TASK INSTRUCTIONS: Write out all of the records exactly once more and skip the images.

▼▼▼

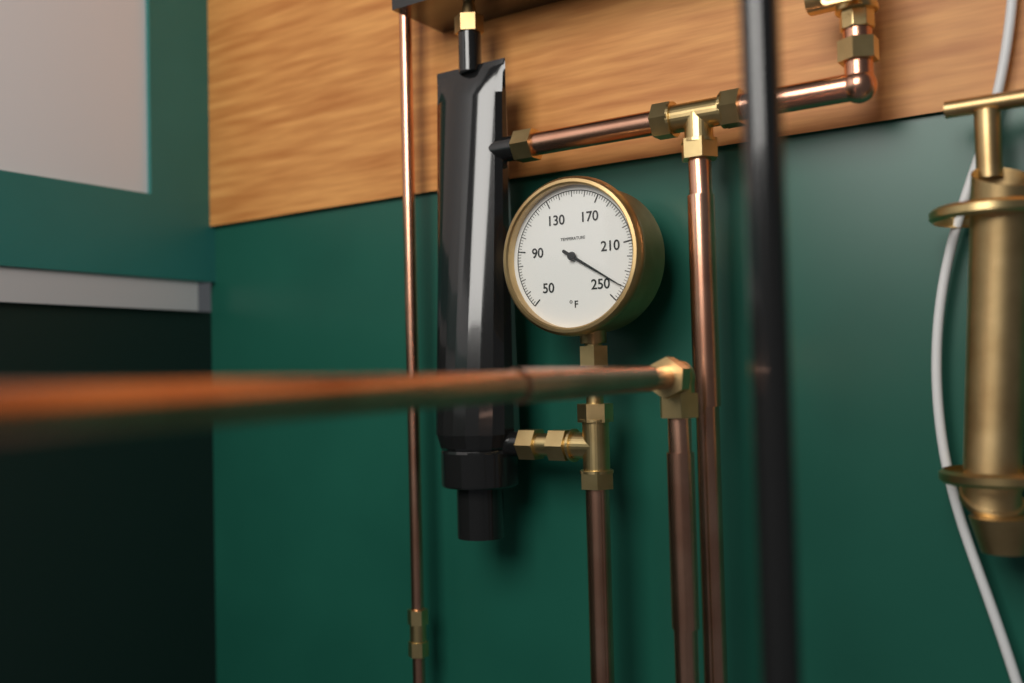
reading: 240 °F
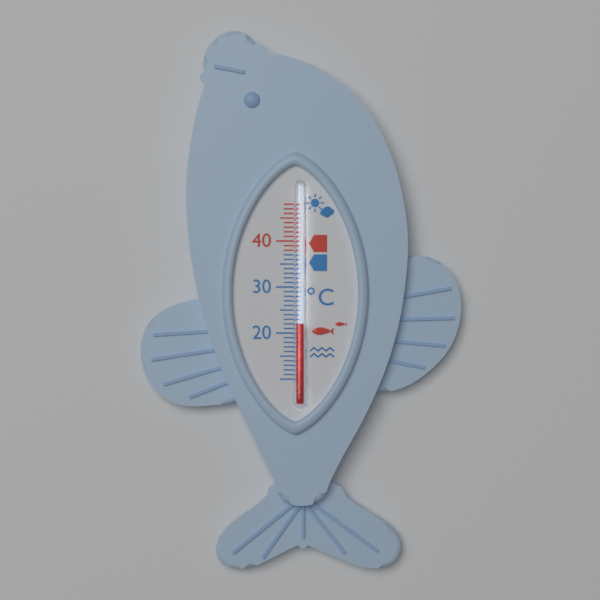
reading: 22 °C
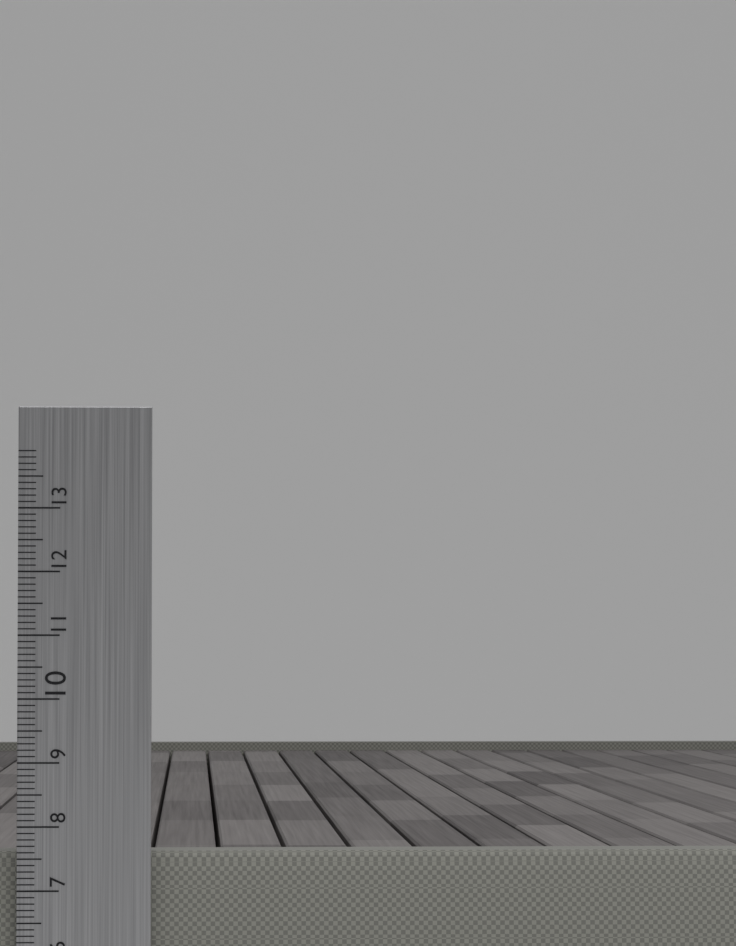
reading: 7.6 cm
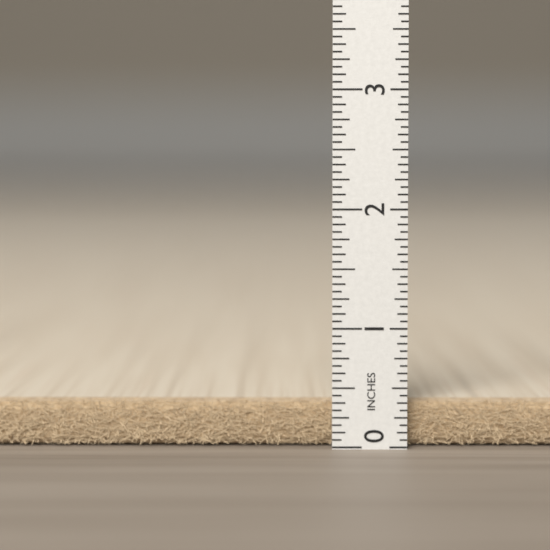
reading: 0.3750 in
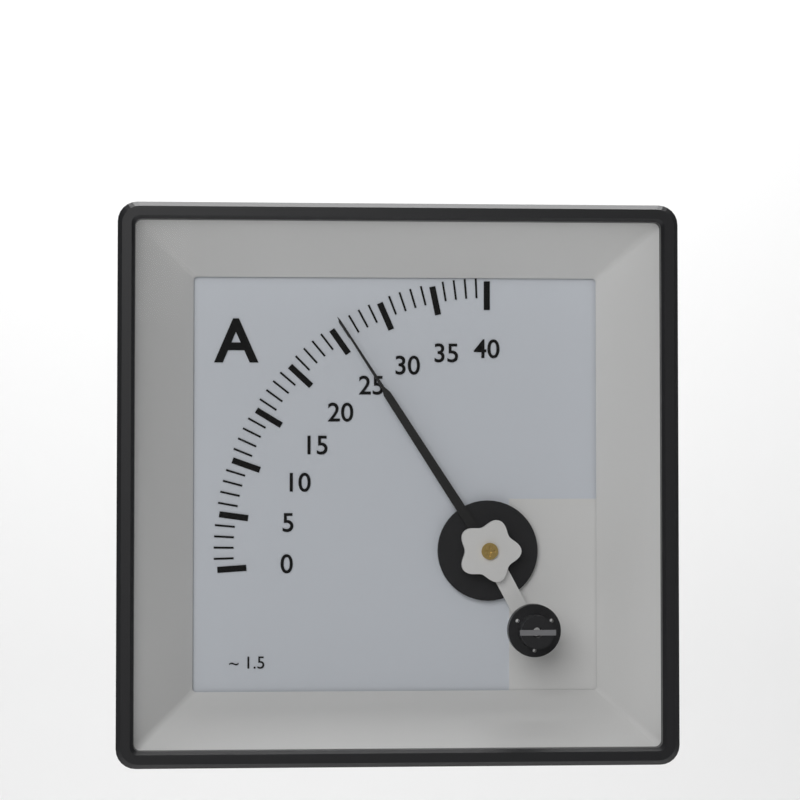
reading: 26 A
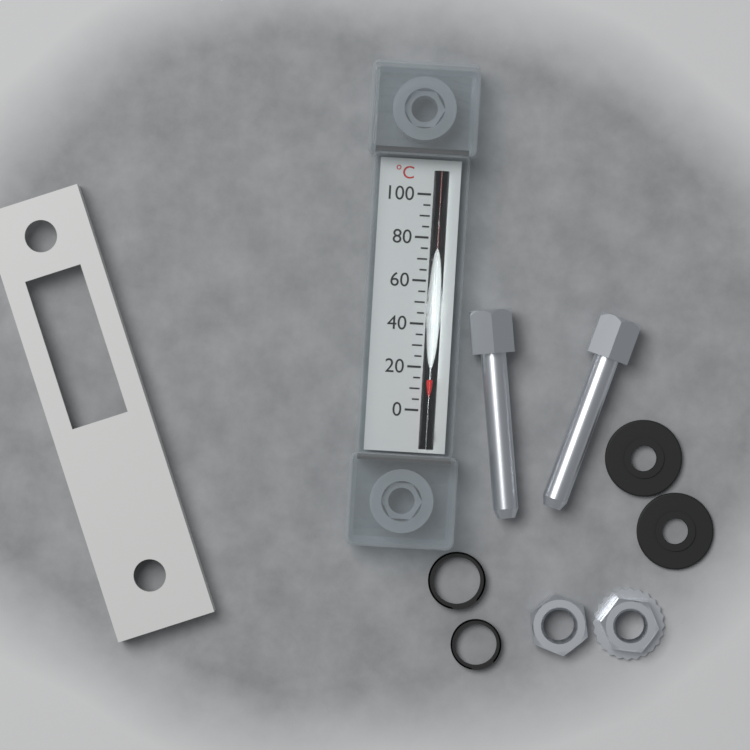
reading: 15 °C
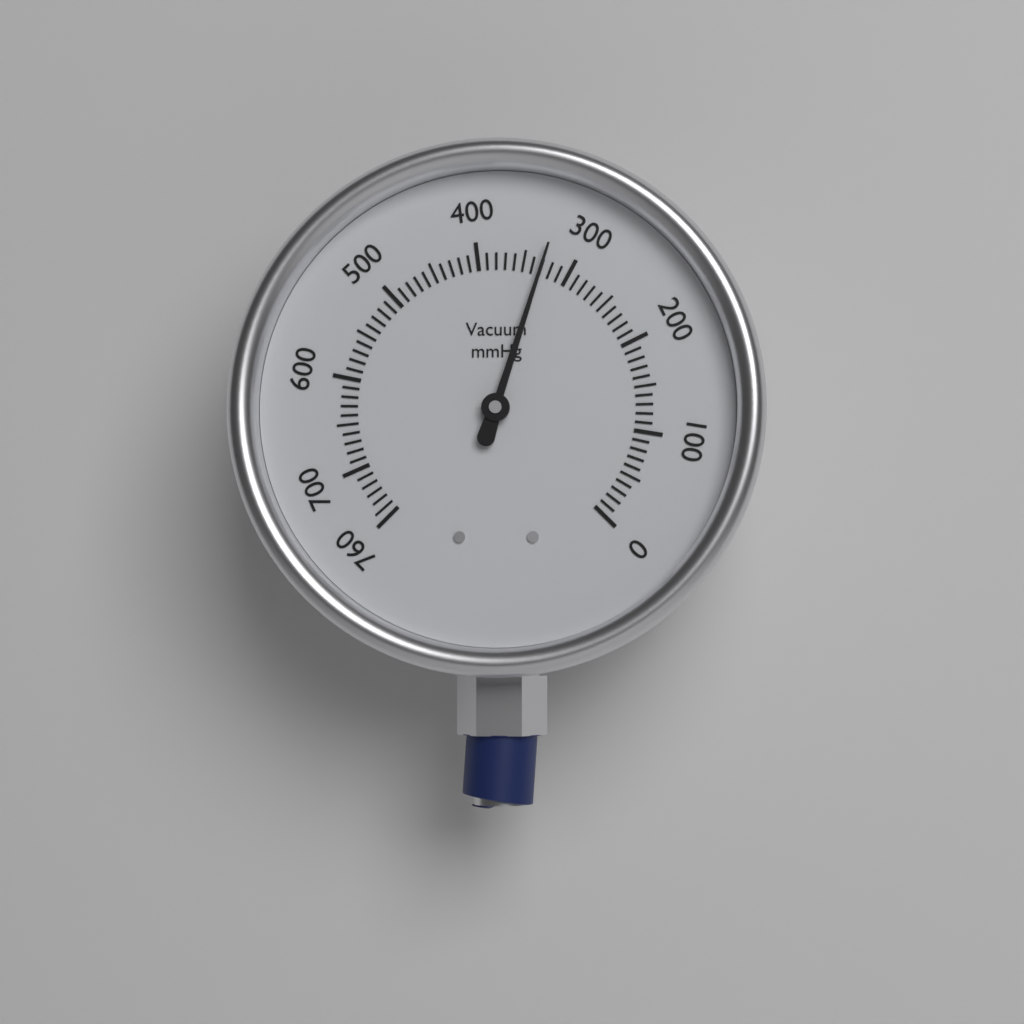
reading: 330 mmHg
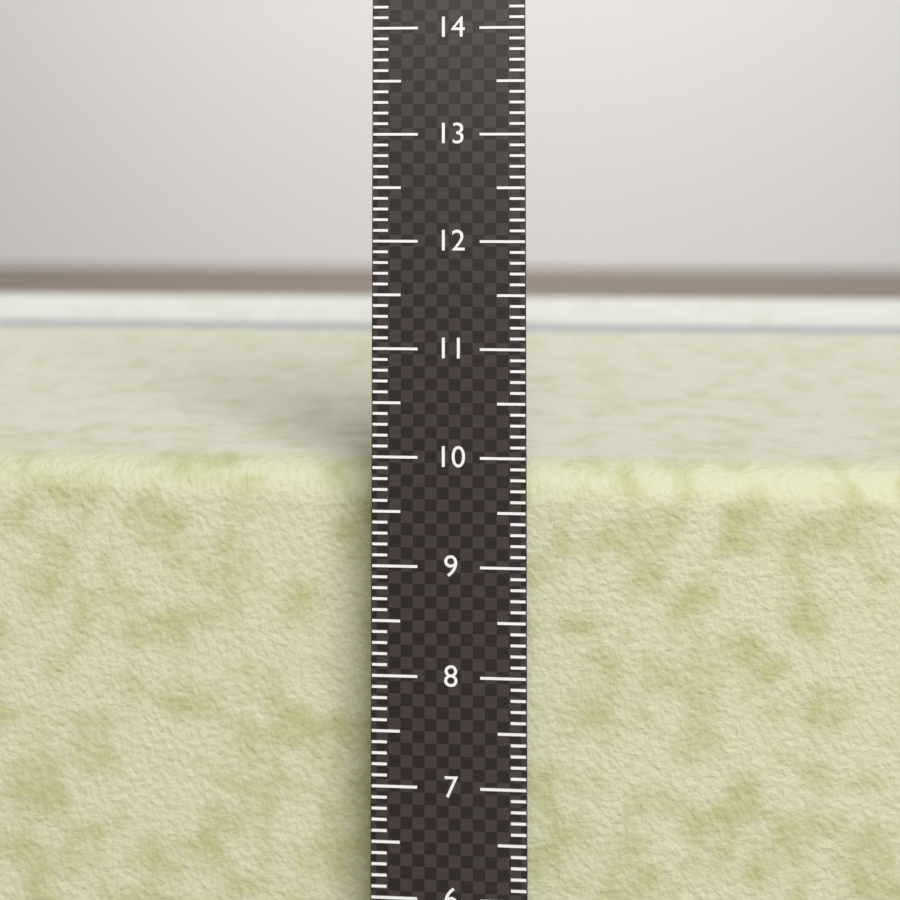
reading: 9.8 cm
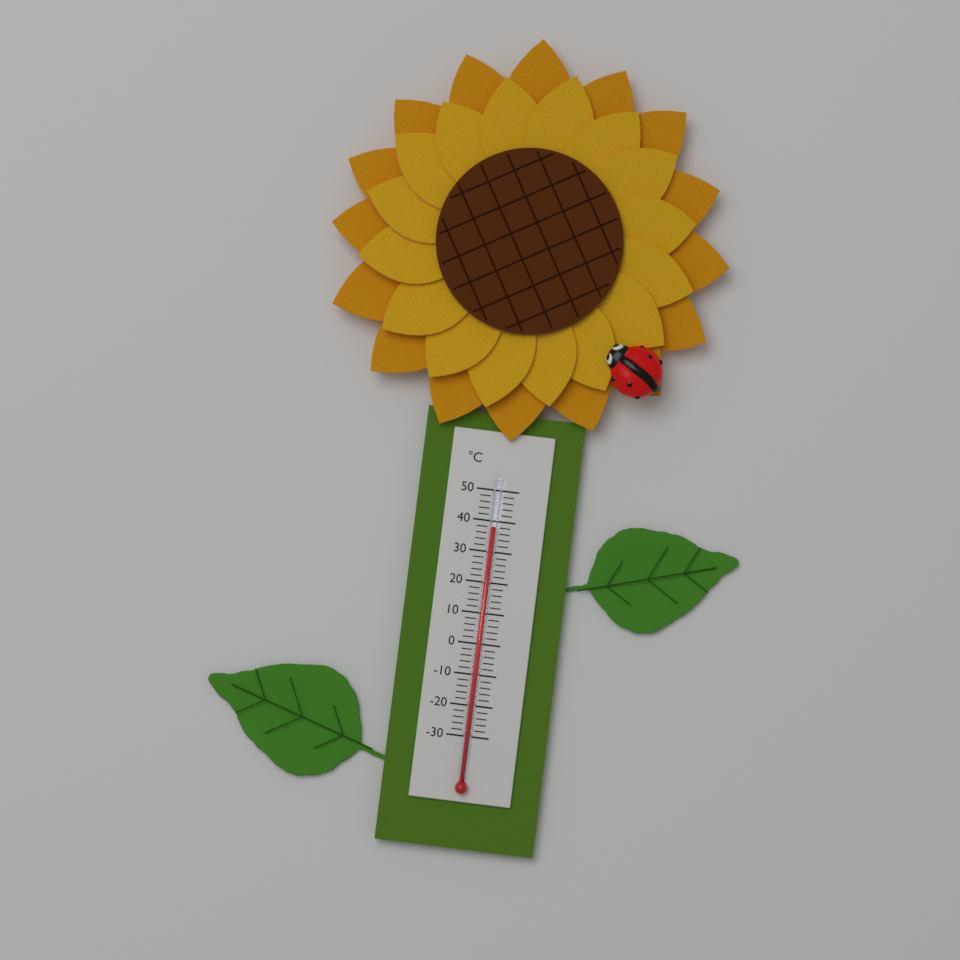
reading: 38 °C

▲▲▲

SOLUTION TO THE EXERCISE:
reading: 240 °F
reading: 22 °C
reading: 7.6 cm
reading: 0.3750 in
reading: 26 A
reading: 15 °C
reading: 330 mmHg
reading: 9.8 cm
reading: 38 °C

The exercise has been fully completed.